I really love these lightweight, JavaScript free websites he’s helping create in Swift. It’s such a better experience loading and reading than other blogs - the inlined sponsor/ads even look nice and don’t feel overwhelming or annoying (I usually read them!).
Yeah the sponsor ads are great. They're hyper focused on my interest while they know nothing about me when I visit the website. Golly I wish how they would do it! Sometimes I get to know iOS development related products that I didn't know about but should have. Think they had about the same click-through rate as all of the other banners I've seen last year combined.
On the other hand Google seems to think I need a Foreverspin after carefully analyzing all of my click behavior over thousands of websites.
Great to see Swift being used outside of macOS/iOS.
Is this increasingly common?
Is it worth learning and adopting Swift as an alternative to Rust/Go/Dart, for example? It feels like it could be a strong general purpose language.
It seems a shame to restrict the language to Apple's ecosystem only. Apple's own docs make it sound like use cases outside of the Apple ecosystem are being left to the community; that Apple does not have any intention to make the language have broader appeal itself: https://developer.apple.com/swift/#xplatform
-tensorflow swift: https://www.tensorflow.org/swift for machine learning at a lower level than python, meant to replace a lot of the work that ends up being done in c++
One of the biggest problems is that it isn't as cross platform as we want it to be yet (it kinda works on windows now: https://swiftforwindows.github.io/ - but not for 5.0 yet), some of the more recent changes to the language are setting it up to be more cross platform as well, but I've forgotten the specific term. Also a lot of libraries on linux don't work quite the same as MacOS or are incomplete/missing. The biggest hold-back though that and the public opinion seems to be that swift == IOS dev.
The only way I can think to change that opinion is to build something incredible first and then let everyone react with "you can do that? I didn't think you could do that, wow".

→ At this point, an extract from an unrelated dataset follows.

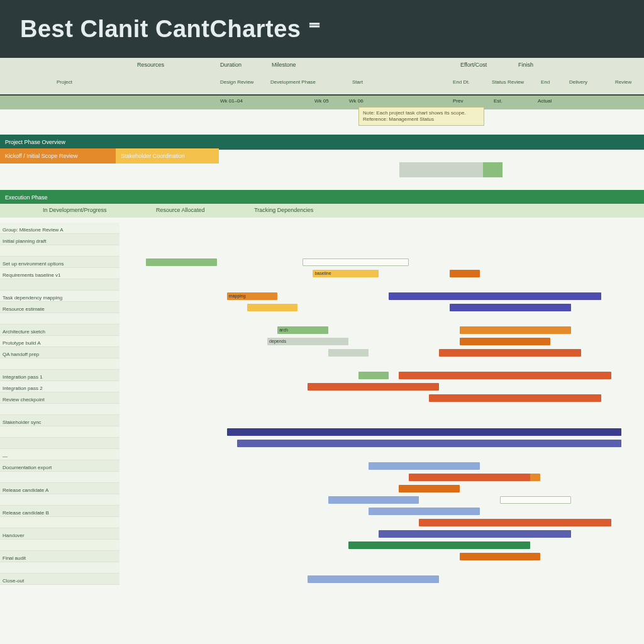 The image size is (644, 644). What do you see at coordinates (421, 113) in the screenshot?
I see `chart-note-line1: Note: Each project task chart shows its …` at bounding box center [421, 113].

I was listening to a podcast with Jeremy Howard (of fast.ai) where he was talking about Swift as a language increasingly popular for deep learning. Here's a blog post where he writes about why: https://www.fast.ai/2019/03/06/fastai-swift/
I can't even decide whether the text (e.g. in a div or p element) should be stored as a unit with links stored as meta-data, or should the stretches of text before/after/between links be "chunks" and the links store their own content (like DOM)?
It's not slow by any stretch of the word compared to the rest of the web.
A clean reload transfers only 300kb of data that uncompresses to 670kb. Of that 223kb(570kb uncompressed) are fonts which are heavily cached and change rarely if ever. DOMContentLoaded fires after 80ms.
Subsequent loads are completely cached.
In an age where the average website is multi megabyte https://swiftbysundell.com/ is a refreshing and excellent demonstration of how good the web can be.
It seems slow because the content isn't loaded yet. The first visit is faster, each subsequent click takes longer.
That is good for blogs, news and similar because you rarely go through several pages, but horrible for webapps where you spend a lot of time switching between content
Plot: Write type safe HTML/RSS/XML in Swift https://github.com/JohnSundell/Plot
Ink: Converts markdown to HTML https://github.com/JohnSundell/Ink
Swift by Sundell blog https://www.swiftbysundell.com/
Podcast https://www.swiftbysundell.com/podcast
I really love these lightweight, JavaScript free websites he’s helping create in Swift. It’s such a better experience loading and reading than other blogs - the inlined sponsor/ads even look nice and don’t feel overwhelming or annoying (I usually read them!).